Read In Pursuit of the Green Lion Online
Authors: Judith Merkle Riley
This was getting more disgusting with every moment that passed. “Time, take time,” sang the sweet little voice within.
“Maybe I’ll drop him the foot first,” I could hear him mutter to himself. “It would be appropriate.”
“Your beautiful ode?” I prompted him.
“Oh? Oh, yes.” He cleared his throat and began. Midway I interrupted him, by way of encouragement.
“That bit about the pearly toenails, that’s very nice,” I said. Stupidest verse I could ever have imagined, I thought.
“Now, we mustn’t interrupt, must we?” He wagged his finger at me. He’s getting mellow, I thought. A little more of this and maybe I can talk him out of his dirty little plan, and get Gregory back. “Never interrupt an artist,” he went on, in a special rolling tone that he appeared to reserve solely for reciting verse. But it was all too soon he finished the ridiculous thing.
“And now, your promise.”
“It’s very crowded sitting here. It’s hard to get to—if you just moved away a bit—”
“It will be much easier, I assure you, on the bed.”
Oh, my, so much for poetry. I’m worse off than ever.
“The bed? I haven’t finished eating yet.” I stuffed some bread into my mouth. It was as dry as dust.

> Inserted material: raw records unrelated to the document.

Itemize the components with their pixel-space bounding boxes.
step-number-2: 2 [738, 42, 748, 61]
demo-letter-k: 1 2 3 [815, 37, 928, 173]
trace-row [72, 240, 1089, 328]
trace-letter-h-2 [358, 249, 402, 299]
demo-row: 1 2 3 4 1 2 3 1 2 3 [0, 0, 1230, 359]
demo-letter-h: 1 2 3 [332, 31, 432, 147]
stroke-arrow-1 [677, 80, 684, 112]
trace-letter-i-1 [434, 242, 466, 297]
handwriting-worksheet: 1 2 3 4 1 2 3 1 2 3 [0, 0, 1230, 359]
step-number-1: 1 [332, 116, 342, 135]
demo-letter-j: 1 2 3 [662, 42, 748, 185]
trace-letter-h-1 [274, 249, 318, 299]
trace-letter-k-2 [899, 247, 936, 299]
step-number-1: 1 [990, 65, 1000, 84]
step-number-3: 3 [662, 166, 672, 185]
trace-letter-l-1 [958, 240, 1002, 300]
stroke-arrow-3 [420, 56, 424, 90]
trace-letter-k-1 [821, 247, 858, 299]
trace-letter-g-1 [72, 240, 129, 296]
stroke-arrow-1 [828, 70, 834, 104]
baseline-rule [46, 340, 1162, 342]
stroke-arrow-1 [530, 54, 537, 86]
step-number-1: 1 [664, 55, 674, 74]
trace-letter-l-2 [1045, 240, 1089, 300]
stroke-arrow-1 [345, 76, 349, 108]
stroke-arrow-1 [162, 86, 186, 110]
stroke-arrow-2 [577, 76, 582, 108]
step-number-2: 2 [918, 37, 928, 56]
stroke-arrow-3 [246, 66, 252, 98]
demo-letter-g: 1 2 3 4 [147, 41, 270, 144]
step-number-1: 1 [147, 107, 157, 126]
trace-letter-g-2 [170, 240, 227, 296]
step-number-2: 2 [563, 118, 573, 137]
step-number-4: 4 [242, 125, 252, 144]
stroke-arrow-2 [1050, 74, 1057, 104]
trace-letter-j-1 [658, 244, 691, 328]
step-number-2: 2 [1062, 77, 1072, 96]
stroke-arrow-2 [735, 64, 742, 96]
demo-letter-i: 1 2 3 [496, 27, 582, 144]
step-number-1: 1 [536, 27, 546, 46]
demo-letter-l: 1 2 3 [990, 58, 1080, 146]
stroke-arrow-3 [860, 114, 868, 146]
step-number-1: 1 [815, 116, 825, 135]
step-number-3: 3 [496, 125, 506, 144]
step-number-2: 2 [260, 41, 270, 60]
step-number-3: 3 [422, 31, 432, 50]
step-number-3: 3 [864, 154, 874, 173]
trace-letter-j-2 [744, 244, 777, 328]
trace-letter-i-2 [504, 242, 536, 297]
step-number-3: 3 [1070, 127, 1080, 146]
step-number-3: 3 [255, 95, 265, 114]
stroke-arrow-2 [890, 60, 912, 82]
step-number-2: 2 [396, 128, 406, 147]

“Have a little wine to wash it down. Lovely spiced wine.”
Again the wine! The back of my head hurt as he grabbed it to force the cup to my lips. The wine had an odd smell. That certainly isn’t a spice, I thought. But I know it from somewhere. What is it?
“Drink,” he said, and pressed the cup hard against my clenched teeth.
There was a banging at the sealed door.
“Go away!”he shouted. “I’m busy, and not to be disturbed.”
“My lord, my lord. Fray Joaquin sends a message, ‘He’s done it,’ he says. You told him to notify you, no matter what else you were doing.”
“Done it! By Fortuna!” He let me go as he leapt up to the door and shouted through it. The moment he turned his head, I splashed the wine into the corner and set the goblet back on the table.
“Bring him here—hooded. I want no one to recognize him, and above all—not to hear the slightest word from him.” He turned back to me, rubbing his hands. “My double triumph, all in one night. Thus does the Black Master keep his bargains.”
Black Master? No wonder the Burning Cross buzzed so. I’d wrapped it up in a cloth to muffle the sound. As I watched his figure stride back to the table, I seemed to see its outlines fade and shrivel, and a shapeless mass, stinking of sulfur mingled with the sickly odor of lilacs, took its place. The world seemed to slide away, and I could see it there very clearly, hiding beneath the ordinary surface of human flesh. Evil. Consummate evil. The visitors in the hall had never dreamed what lay beneath the everyday shining facade. They saw the surface—the banners, the gilded roast peacocks, the lordly life—and I suppose if they were worldly, they assumed he had a little vice or two on the side. What lord doesn’t, after all? But who, who on earth, could even guess the unspeakable thing that lay beneath this wicked man’s foolish pretenses? And then I knew that it wasn’t love the Count was after, or even the shabby travesty of love. It was my life, and my soul. Mine, Gregory’s, Malachi’s, everybody’s. His own was long gone, if he’d ever had one, and he wouldn’t rest until he could suck away the soul of every decent person who came within his reach.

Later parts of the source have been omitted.